ANIMAL PEOPLE has warned often since 1995 that the behavior
of many pumas who come into conflict with humans points toward
captive background, followed by abandonment when the pumas grow too
big for their keeper to handle.
Confirmation of the hypothesis that problem pumas tend to be
ex-pets came on September 1 from Minnesota Department of Natural
Resources regional conservation officer supervisor Tom Provost,
after a DNR staff member took an anonymous call from a man who
admitted having released a female puma and two cubs near Big Sandy
Lake.
On August 29, rural resident Jim Bennett, 56, unexpectedly
met the emaciated female on his front porch. He escaped unharmed
when his chocolate Labrador retriever, Shadow, hurled himself at
the puma–and Shadow escaped, after the puma pinned him down, when
Bennett kicked the puma in the head twice.

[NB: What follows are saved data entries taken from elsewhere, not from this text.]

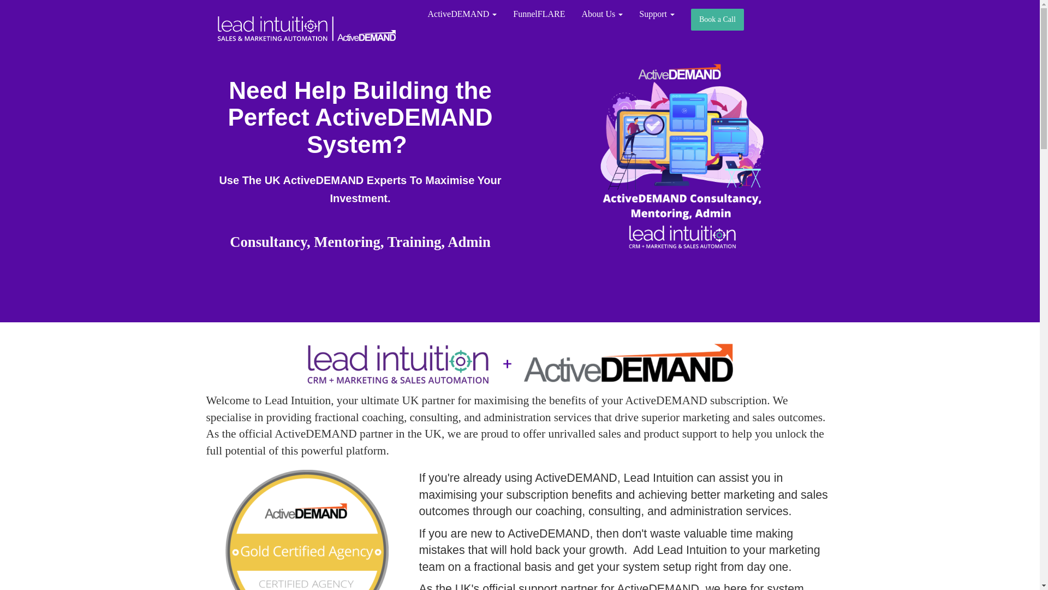 Image resolution: width=1048 pixels, height=590 pixels. I want to click on ActiveDEMAND, so click(462, 14).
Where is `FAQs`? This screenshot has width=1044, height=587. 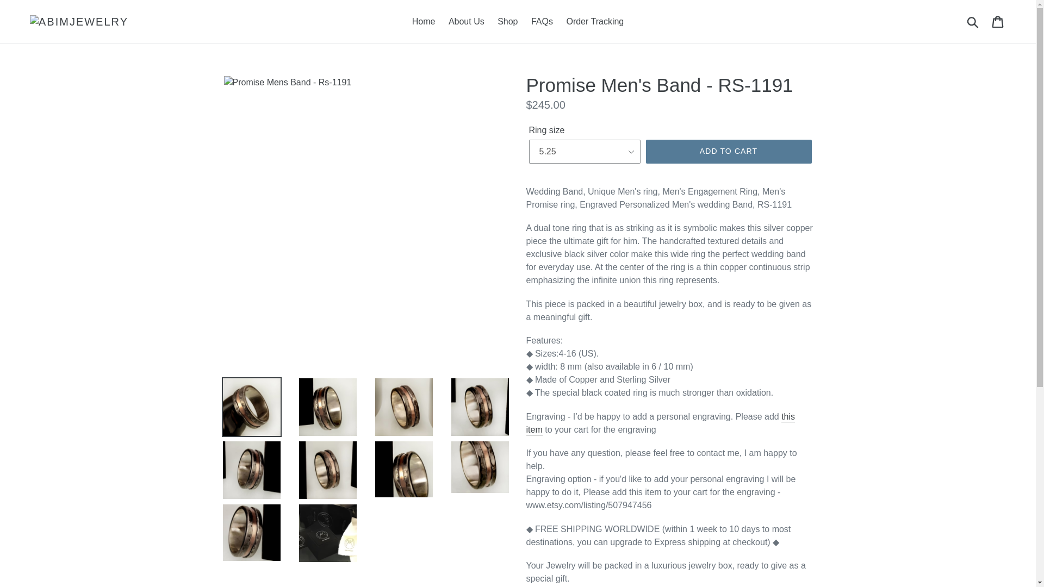 FAQs is located at coordinates (542, 22).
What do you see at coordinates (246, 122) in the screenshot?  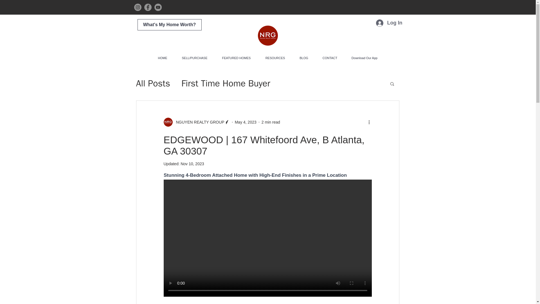 I see `May 4, 2023` at bounding box center [246, 122].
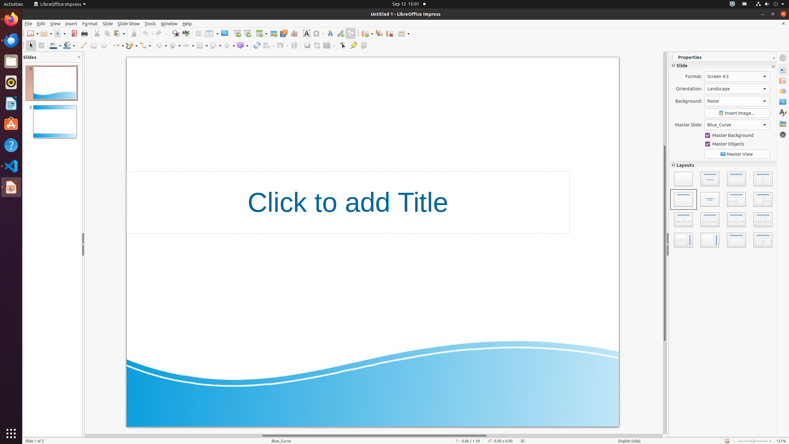 This screenshot has height=444, width=789. What do you see at coordinates (330, 33) in the screenshot?
I see `Fontwork Style` at bounding box center [330, 33].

In the early hours of the following morning, Bennett shot
the puma as she was shredding the dog’s bedding on his deck. Several
hours later the cubs appeared, were captured by DNR staff, and were
donated to the Minnesota Zoo for eventual exhibit.
Confirmed escapes and attacks involving big cats occur only
about half as often as such incidents involving dangerous reptiles,
but human deaths and injuries occur with similar frequency.

New laws

A Texas state law taking effect on September 1 gave cities
and counties the authority to fine people who keep any of 19
dangerous species in violation of ordinances. Tarrant County and
Dallas County immediately adopted the necessary enabling resolutions.
Other new anti-dangerous pet ordinances were recently adopted
in Whitehall Township, Pennsylvania; Washington County, Arkansas;
and Ferndale, Michigan.
Sheriff Herb Nye of Leavenworth County, Kansas, is pushing
hard for a similar ordinance, after a bear and a lion owned by
Lawrence resident Richard Provance, 31, bit viistors within a week
of each other in late August. Neither victim was seriously injured.
Nye said that under present law, the county can intervene if
animals are neglected or abused, but has no authority to act if they
pose a potential threat to the public.